Quill and Quire

Industry news

« Back to
Quillblog

Richler's film apprenticeship

Charles Foran, writing in The Walrus (subscription required), previews the TV adaptation of Mordecai Richler’s St. Urbain’s Horseman, which airs Sept. 19 and 20 on CBC. Foran also describes Richler’s involvement with the film industry, which not only provided inspiration for his novels – for example, The Apprenticeship of Duddy Kravitz (in which Duddy breaks into the film business), St. Urbain’s Horseman (the protagonist of which is a mid-level director), and Cocksure (which features a transsexual movie mogul who has sex with himself) – but paid the rent when Richler, struggling as a novelist in London, worked on countless screenplays. Apparently, Richler considered it hack work:

From the start [Richler] was adept and unpretentious, holding few illusions about any relationship between movies and art. “Even under the most ideal circumstances,” he wrote in an essay from the period, “film is not a writer’s medium.”

That said, Richler didn’t hesitate to work on a screenplay for St. Urbain’s Horseman shortly after the novel’s publication. After a couple of years and dozens of drafts, the project stalled – at which point Richler whipped up a script for Duddy Kravitz.

Foran’s final analysis of the three-hour miniseries is that it is “an honourable attempt to film a sprawling novel.” His critique springs from the truism – which Foran describes at length – that movies are rarely better than the book, at least when it comes to literary fiction.

Interestingly, The Walrus’s current theatre coverage (subscription required) also relates to literary adaptation – namely, the Royal Shakespeare Company’s staging of Margaret Atwood’s The Penelopiad, which opens in Ottawa on Sept. 21 after a month-long stint in London. Apparently, this collaboration was somewhat less tortured than the thirty-year genesis of St. Urbain’s Horseman. According to the article, director Josette Bushell-Mingo “sends Atwood an email every second day.” Bushell-Mingo continues:

“Margaret says, ‘You can call me.’ And I’ll be bloody taking her up on her offer. We’re going to get a webcam in here so I’ll be like, ‘Hey girl…’”

No word on whether that webcam – or perhaps a LongPen service – was ever installed, but you can read a favourable review of the production here.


- **TASK REQUIREMENTS**:
Write back every line of the listing exactly, excluding images.

RECORDS Start Marker

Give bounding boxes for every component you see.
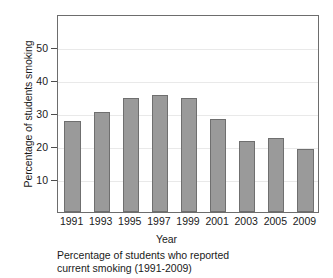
y-tick-label-40: 40 — [20, 76, 48, 86]
x-tick-label-1999: 1999 — [173, 216, 202, 227]
y-tick-label-50: 50 — [20, 43, 48, 53]
gridline-50 — [58, 49, 318, 50]
y-tick-label-10: 10 — [20, 175, 48, 185]
bar-2005 — [268, 138, 284, 212]
x-tick-label-1991: 1991 — [57, 216, 86, 227]
bar-2003 — [239, 141, 255, 212]
x-tick-label-1993: 1993 — [86, 216, 115, 227]
bar-2001 — [210, 119, 226, 212]
x-tick-label-2003: 2003 — [232, 216, 261, 227]
y-tick-label-20: 20 — [20, 142, 48, 152]
plot-area — [57, 15, 319, 213]
x-tick-label-2005: 2005 — [261, 216, 290, 227]
gridline-40 — [58, 82, 318, 83]
bar-chart-figure: Percentage of students smoking 102030405… — [0, 0, 333, 278]
x-axis-title: Year — [0, 233, 333, 245]
bar-2009 — [297, 149, 313, 212]
x-tick-label-1997: 1997 — [144, 216, 173, 227]
bar-1993 — [94, 112, 110, 212]
x-tick-label-1995: 1995 — [115, 216, 144, 227]
x-tick-label-2001: 2001 — [203, 216, 232, 227]
y-tick-label-30: 30 — [20, 109, 48, 119]
bar-1995 — [123, 98, 139, 212]
bar-1997 — [152, 95, 168, 212]
caption-line-2: current smoking (1991-2009) — [57, 262, 327, 275]
caption-line-1: Percentage of students who reported — [57, 249, 327, 262]
figure-caption: Percentage of students who reported curr… — [57, 249, 327, 275]
bar-1991 — [64, 121, 80, 212]
x-tick-label-2009: 2009 — [290, 216, 319, 227]
bar-1999 — [181, 98, 197, 212]
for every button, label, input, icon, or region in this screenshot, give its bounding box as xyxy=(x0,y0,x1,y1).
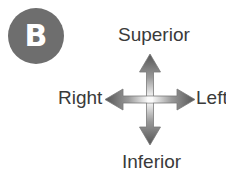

RECORDS End Marker

- **ANSWER SPACE**:
Give bounding boxes for every component you see.
y-tick-label-40: 40 — [20, 76, 48, 86]
x-tick-label-1999: 1999 — [173, 216, 202, 227]
y-tick-label-50: 50 — [20, 43, 48, 53]
gridline-50 — [58, 49, 318, 50]
y-tick-label-10: 10 — [20, 175, 48, 185]
bar-2005 — [268, 138, 284, 212]
x-tick-label-1991: 1991 — [57, 216, 86, 227]
bar-2003 — [239, 141, 255, 212]
x-tick-label-1993: 1993 — [86, 216, 115, 227]
bar-2001 — [210, 119, 226, 212]
x-tick-label-2003: 2003 — [232, 216, 261, 227]
y-tick-label-20: 20 — [20, 142, 48, 152]
plot-area — [57, 15, 319, 213]
x-tick-label-2005: 2005 — [261, 216, 290, 227]
gridline-40 — [58, 82, 318, 83]
bar-chart-figure: Percentage of students smoking 102030405… — [0, 0, 333, 278]
x-axis-title: Year — [0, 233, 333, 245]
bar-2009 — [297, 149, 313, 212]
x-tick-label-1997: 1997 — [144, 216, 173, 227]
bar-1993 — [94, 112, 110, 212]
x-tick-label-1995: 1995 — [115, 216, 144, 227]
x-tick-label-2001: 2001 — [203, 216, 232, 227]
y-tick-label-30: 30 — [20, 109, 48, 119]
bar-1995 — [123, 98, 139, 212]
bar-1997 — [152, 95, 168, 212]
caption-line-2: current smoking (1991-2009) — [57, 262, 327, 275]
caption-line-1: Percentage of students who reported — [57, 249, 327, 262]
figure-caption: Percentage of students who reported curr… — [57, 249, 327, 275]
bar-1991 — [64, 121, 80, 212]
x-tick-label-2009: 2009 — [290, 216, 319, 227]
bar-1999 — [181, 98, 197, 212]
for every button, label, input, icon, or region in this screenshot, give its bounding box as xyxy=(x0,y0,x1,y1).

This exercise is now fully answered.